The process governing the evolution of sentiment Λ is based on the beliefs of a representative trader. In a prolonged period of favorable fundamentals, the representative trader will move in the direction of irrational exuberance. In a prolonged period featuring unfavorable fundamentals, the reverse will be true. In a period of rapidly fluctuating fundamentals, the representative trader will display frequent changes of opinion. Market returns will tend to become more positively autocorrelated along long runs, and move to being negatively autocorrelated during periods that feature short runs. In other words, the process governing Λ will have a stochastic autocorrelation structure that depends on the history.
There are additional behavioral elements concerning preferences, most notably loss aversion and reference point-based mental accounting. In sprit, these are related to habit formation models, especially in connection with reference point issues. Thus far, I have ignored behavioral features involving preferences, and have instead concentrated on beliefs. However, behavioral preferences can be accommodated within the present framework, with minor modifications. Shefrin and Statman (1989) explore the implications for the pricing kernel that stem from the introduction of prospect theory preferences (Kahneman and Tversky, 1979). A prospect theory utility function is S-shaped, and is defined over consumption changes (i.e., gains and losses) relative to a reference point. The S-shape depicts risk aversion in the domain of gains, and risk seeking in the domain of losses.[51]
Shefrin and Statman (1989) demonstrate that the introduction of prospect theory traders tends to flatten the graph of the pricing kernel. Prospect theory traders tend to shun claims that pay off in loss states, typically those for which m(xt) is high, in exchange for claims that pay off in gains states, typically those for which m(xt) is low.[52] As the relative proportion, and wealth, of prospect theory traders increases, the graph of the pricing kernel begins to flatten in the loss states segment. If it flattens completely, turning horizontal, then risk averse agents will choose to hold portfolio insurance in equilibrium. They will do so because the conditional risk premium vanishes, where the conditioning is for states in which prospect theory traders register losses.

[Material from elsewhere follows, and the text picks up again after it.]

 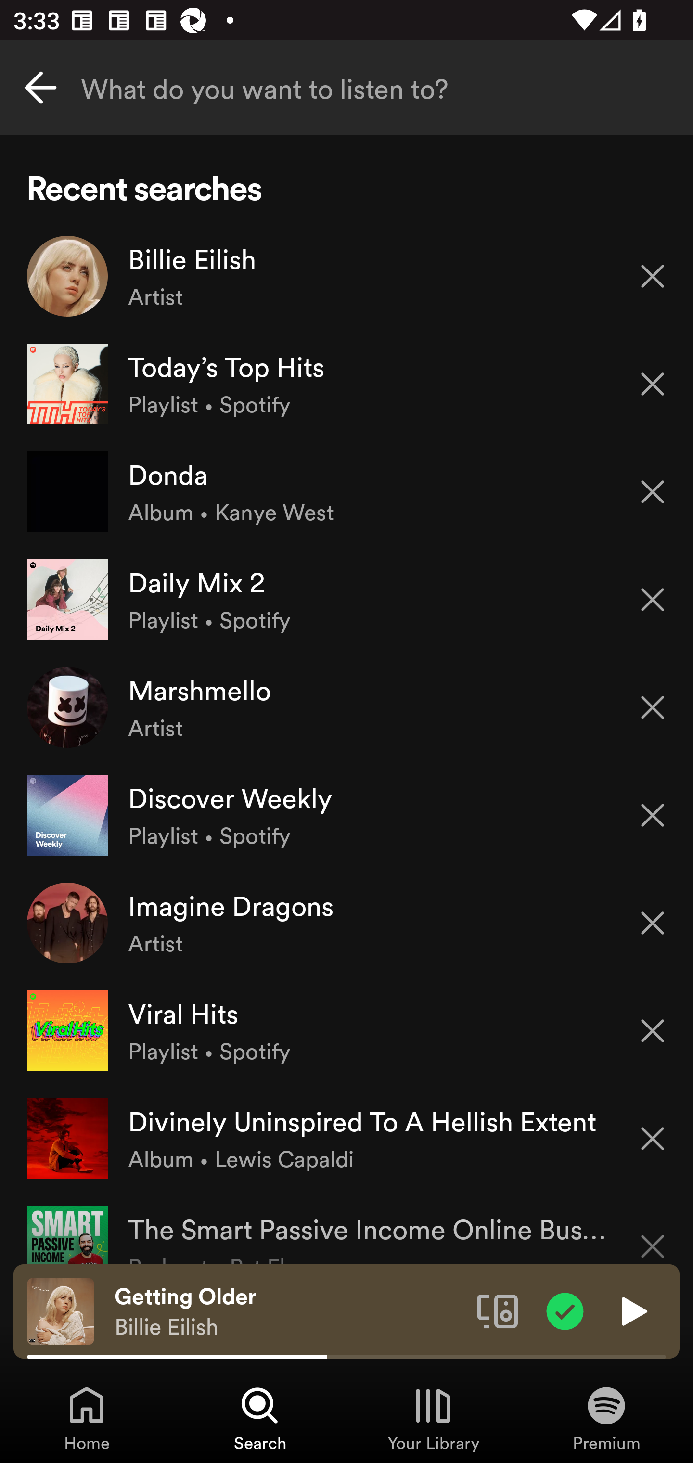 What do you see at coordinates (347, 1030) in the screenshot?
I see `Viral Hits Playlist • Spotify Remove` at bounding box center [347, 1030].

The pricing kernel equation (13) includes time varying stochastic terms for both risk tolerance θR and time preference δR. Notably, during periods where wealth shifts from those who are less risk-tolerant to those who are more risk-tolerant, the representative trader becomes more risk tolerant. This phenomenon tends to make the representative trader more risk tolerant during up markets, a point made by Benninga and Mayshar (1993, 2000). A similar remark applies to time discounting. Recently, Barberis, Huang, and Santos (2000, forthcoming) have developed a prospect theory motivated model with the same time varying, stochastic risk tolerance properties described above. Specifically, they explain the equity premium puzzle by establishing that prior gains lead to an increase in the market’s tolerance for risk, whereas prior losses lead to the reverse.
In conclusion, I propose that in the future asset pricing theory will develop around models that feature a behavioral SDF that incorporates both sentiment and behaviorallybased risk preferences. Notably, the representative trader’s errors and preferences will typically have a different character than those of individual traders. For errors especially, the representative trader’s errors will reflect the error-wealth covariance, not just the mean trader error.